Following the end of 34 years of rule (1977-2011) of the Communist Party of India (CPM)-led Left Front government in West Bengal (pop. 90 million) in which private initiatives in higher education were strictly verboten, the legislative assembly passed the Techno India University Bill 2012 on July 6 to establish West Bengal’s first private university under state legislation.
Under the Constitution, higher education is a concurrent subject (List III) authorising the Central and state governments to pass enabling legislation to establish institutions of education. But for ideological reasons the Left Front government never availed this option in higher education. The Ramakrishna Mission Vivekananda University (estb. 2005) — the first private university in the state — was established by special Central legislation. Meanwhile several state governments have exercised this option to promote high quality private universities which have significantly expanded higher education capacity. Among them: Uttar Pradesh (Amity University); Rajasthan (Amity and NIIT universities); Delhi (Sharda University) and Punjab (Lovely University).
“This year the difference between the number of students who cleared the class XII exams and seats in colleges was 50,000. Setting up private universities will help bridge this gap. In addition, setting up private universities will generate job opportunities for teachers and non-teaching employees. If any new proposal for establishing private universities comes before us, we will ask them to locate the facility in Jangalmahal (the Maoist-hit area of West Bengal) or Darjeeling,” says the state’s education minister Bratya Basu.
Expectedly, the CPM and Left Front parties boycotted the house during the discussion on the Techno India University Bill. “Everybody knows about the exorbitant fee structures of private educational institutes. We were always against — and remain opposed — to the entry of private universities in mainstream higher education. However, when we were in government we had approved a technical higher education institute — the Dhirubhai Ambani Institute of Information and Communication at Kalyani. But the Trinamool government has allowed the Bill to lapse,” says Surjya Kanta Mishra (CPM), leader of the opposition.
According to Satyam Roy Chowdhury, managing director of TIG, total investment of Techno India Trust in the university will aggregate Rs.10,000 crore with the varsity committed to providing undergraduate and postgrad programmes in science, technology, and business management initially, and subsequently in the social sciences, medicine and law. “The university will carry on TIG’s legacy of providing quality education, research and development, entrepreneurship programmes and excellent placement records with the best companies in India and abroad.

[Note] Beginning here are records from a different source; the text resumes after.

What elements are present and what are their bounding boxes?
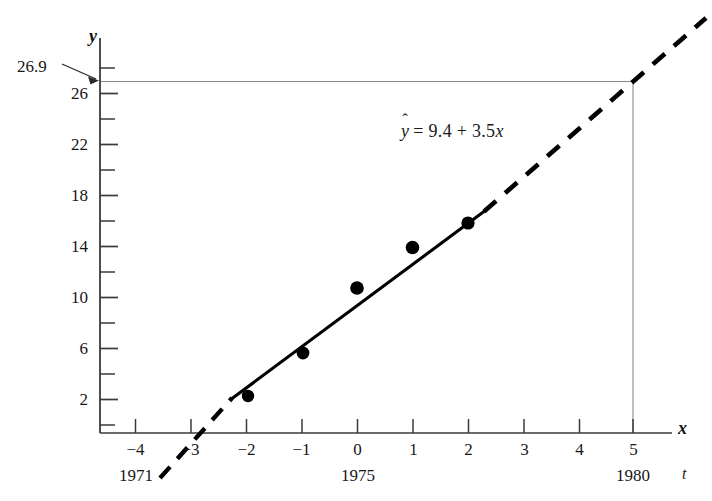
- x-tick-label-neg4: −4: [113, 441, 158, 458]
- x-tick-label-0: 0: [335, 441, 380, 458]
- x-axis-title: x: [678, 419, 687, 437]
- prediction-callout-label: 26.9: [17, 58, 47, 75]
- y-tick-label-2: 2: [44, 391, 88, 408]
- x-tick-label-neg2: −2: [224, 441, 269, 458]
- equation-x-variable: x: [495, 121, 503, 141]
- x-tick-label-4: 4: [557, 441, 602, 458]
- year-tick-label-1980: 1980: [597, 467, 669, 484]
- y-tick-label-6: 6: [44, 340, 88, 357]
- x-axis-ticks: [136, 419, 634, 433]
- regression-line-dashed-high: [484, 18, 706, 212]
- equation-hat-variable: ˆy: [401, 122, 409, 140]
- y-axis-major-ticks: [100, 94, 118, 400]
- data-point: [297, 347, 310, 360]
- regression-line-dashed-low: [160, 398, 232, 478]
- y-axis-title: y: [89, 27, 97, 45]
- x-tick-label-5: 5: [611, 441, 656, 458]
- t-axis-title: t: [682, 466, 686, 482]
- regression-equation-label: ˆy= 9.4 + 3.5x: [401, 122, 504, 140]
- y-tick-label-26: 26: [44, 85, 88, 102]
- prediction-guide-lines: [100, 82, 633, 434]
- data-point: [406, 241, 420, 255]
- y-tick-label-10: 10: [44, 289, 88, 306]
- circumflex-accent-icon: ˆ: [401, 111, 409, 128]
- x-tick-label-1: 1: [391, 441, 436, 458]
- data-point: [461, 216, 474, 229]
- regression-chart-figure: 26 22 18 14 10 6 2 −4 −3 −2 −1 0 1 2 3 4…: [0, 0, 712, 501]
- year-tick-label-1971: 1971: [100, 467, 172, 484]
- y-tick-label-18: 18: [44, 187, 88, 204]
- callout-arrow: [62, 64, 99, 85]
- axes: [100, 38, 672, 433]
- year-tick-label-1975: 1975: [322, 467, 394, 484]
- y-tick-label-22: 22: [44, 136, 88, 153]
- data-point: [350, 281, 364, 295]
- y-tick-label-14: 14: [44, 238, 88, 255]
- x-tick-label-2: 2: [446, 441, 491, 458]
- equation-body: = 9.4 + 3.5: [413, 121, 495, 141]
- x-tick-label-neg1: −1: [279, 441, 324, 458]
- x-tick-label-3: 3: [502, 441, 547, 458]
- x-tick-label-neg3: −3: [168, 441, 213, 458]
- chart-canvas: [0, 0, 712, 501]
- regression-line-solid: [230, 210, 486, 400]
- data-point: [242, 390, 254, 402]
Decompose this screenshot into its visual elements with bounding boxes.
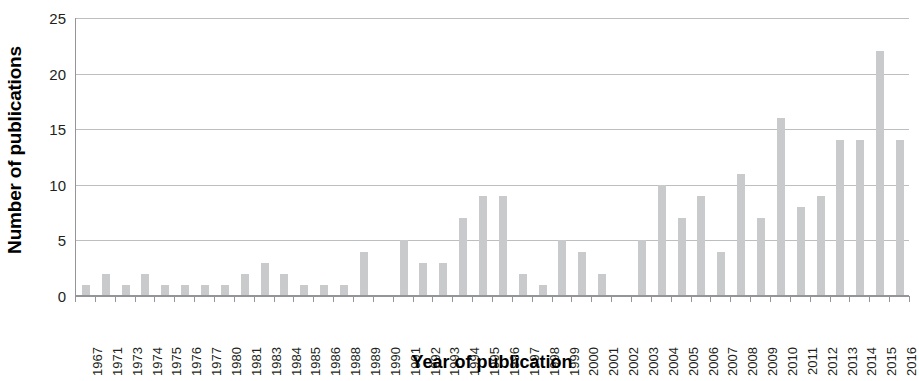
- bar[interactable]: [499, 196, 507, 296]
- x-tick: [313, 296, 314, 302]
- bar[interactable]: [856, 140, 864, 296]
- x-tick: [532, 296, 533, 302]
- bar[interactable]: [400, 240, 408, 296]
- x-tick: [611, 296, 612, 302]
- y-axis-tick-labels: 0510152025: [30, 10, 68, 302]
- bar-slot: [255, 18, 275, 296]
- x-tick: [293, 296, 294, 302]
- x-tick: [651, 296, 652, 302]
- y-tick-label: 10: [49, 176, 66, 193]
- x-tick: [373, 296, 374, 302]
- bar[interactable]: [558, 240, 566, 296]
- bar-slot: [890, 18, 910, 296]
- bar-slot: [294, 18, 314, 296]
- x-tick: [174, 296, 175, 302]
- bar-slot: [394, 18, 414, 296]
- bar[interactable]: [876, 51, 884, 296]
- bar[interactable]: [519, 274, 527, 296]
- bar-slot: [76, 18, 96, 296]
- x-tick: [75, 296, 76, 302]
- bar[interactable]: [697, 196, 705, 296]
- bar-slot: [235, 18, 255, 296]
- bar-slot: [751, 18, 771, 296]
- x-tick: [631, 296, 632, 302]
- bar[interactable]: [658, 185, 666, 296]
- bar-slot: [612, 18, 632, 296]
- bar-slot: [175, 18, 195, 296]
- bar-slot: [533, 18, 553, 296]
- x-tick: [333, 296, 334, 302]
- bar[interactable]: [817, 196, 825, 296]
- x-tick: [591, 296, 592, 302]
- plot-area: [75, 18, 909, 296]
- bar-slot: [354, 18, 374, 296]
- bar[interactable]: [638, 240, 646, 296]
- bar[interactable]: [419, 263, 427, 296]
- x-tick: [750, 296, 751, 302]
- bar[interactable]: [141, 274, 149, 296]
- bar[interactable]: [439, 263, 447, 296]
- bar[interactable]: [717, 252, 725, 296]
- x-tick: [552, 296, 553, 302]
- y-tick-label: 5: [58, 232, 66, 249]
- y-tick-label: 20: [49, 65, 66, 82]
- bar[interactable]: [598, 274, 606, 296]
- bar[interactable]: [241, 274, 249, 296]
- x-tick: [135, 296, 136, 302]
- bar[interactable]: [797, 207, 805, 296]
- bar-slot: [96, 18, 116, 296]
- y-tick-label: 15: [49, 121, 66, 138]
- bar-slot: [572, 18, 592, 296]
- bar[interactable]: [737, 174, 745, 296]
- bar[interactable]: [479, 196, 487, 296]
- x-tick: [452, 296, 453, 302]
- bar[interactable]: [459, 218, 467, 296]
- bar[interactable]: [678, 218, 686, 296]
- x-axis-tick-labels: 1967197119731974197519761977198019811983…: [75, 303, 909, 349]
- x-tick: [95, 296, 96, 302]
- bar-slot: [136, 18, 156, 296]
- x-tick: [115, 296, 116, 302]
- bar[interactable]: [360, 252, 368, 296]
- x-tick: [830, 296, 831, 302]
- bar[interactable]: [836, 140, 844, 296]
- x-tick: [790, 296, 791, 302]
- bar-slot: [374, 18, 394, 296]
- bar-slot: [275, 18, 295, 296]
- y-tick-label: 25: [49, 10, 66, 27]
- x-tick: [512, 296, 513, 302]
- bar-slot: [632, 18, 652, 296]
- x-tick: [413, 296, 414, 302]
- bar[interactable]: [280, 274, 288, 296]
- x-tick: [353, 296, 354, 302]
- x-tick: [730, 296, 731, 302]
- bar-slot: [731, 18, 751, 296]
- x-tick: [274, 296, 275, 302]
- x-tick: [770, 296, 771, 302]
- bar-slot: [811, 18, 831, 296]
- bar[interactable]: [896, 140, 904, 296]
- bar[interactable]: [102, 274, 110, 296]
- bar-slot: [453, 18, 473, 296]
- x-tick: [234, 296, 235, 302]
- bar[interactable]: [261, 263, 269, 296]
- x-axis-ticks: [75, 296, 909, 302]
- bar-slot: [692, 18, 712, 296]
- x-tick: [691, 296, 692, 302]
- bars-layer: [76, 18, 909, 296]
- x-tick: [710, 296, 711, 302]
- bar-slot: [870, 18, 890, 296]
- bar-slot: [850, 18, 870, 296]
- y-tick-label: 0: [58, 288, 66, 305]
- bar[interactable]: [578, 252, 586, 296]
- x-axis-title: Year of publication: [75, 352, 909, 373]
- x-tick: [194, 296, 195, 302]
- bar[interactable]: [757, 218, 765, 296]
- bar[interactable]: [777, 118, 785, 296]
- bar-slot: [831, 18, 851, 296]
- x-tick: [849, 296, 850, 302]
- bar-slot: [513, 18, 533, 296]
- x-tick: [393, 296, 394, 302]
- x-tick: [254, 296, 255, 302]
- x-tick: [214, 296, 215, 302]
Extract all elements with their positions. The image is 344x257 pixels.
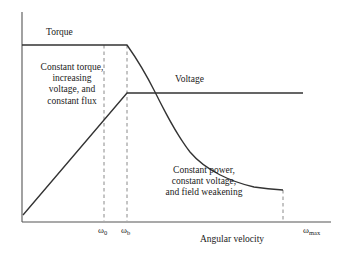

TIG will now contribute towards mass education on a larger scale,” says Roy Chowdhury.
To assuage such diehard suspicion of West Bengal’s academia deeply penetrated by Marxist ideologues, the Trinamool Congress government led by the fiery chief minister Mamata Banerjee is determined to expand higher education which received scant attention during 34 years of Left Front rule in the state. Two other Bills including the Cooch Behar Panchanan Barma University Bill, 2012 and the Kazi Nazrul University Bill, 2012 were also passed in the assembly on July 6. Banerjee informed the house that Cooch Behar will soon have a university, and that Kazi Nazrul University will be sited in Asansol. “The three new universities will provide ample opportunities for the young generation to avail management, engineering and professional education in the state, instead of migrating to other states,” she said, while moving the Bills.
While attracting sufficiently qualified faculty into West Bengal’s three new universities is yet an unforeseen problem, the great majority of academics in Kolkata welcome overdue capacity expansion in the state’s moribund higher education sector.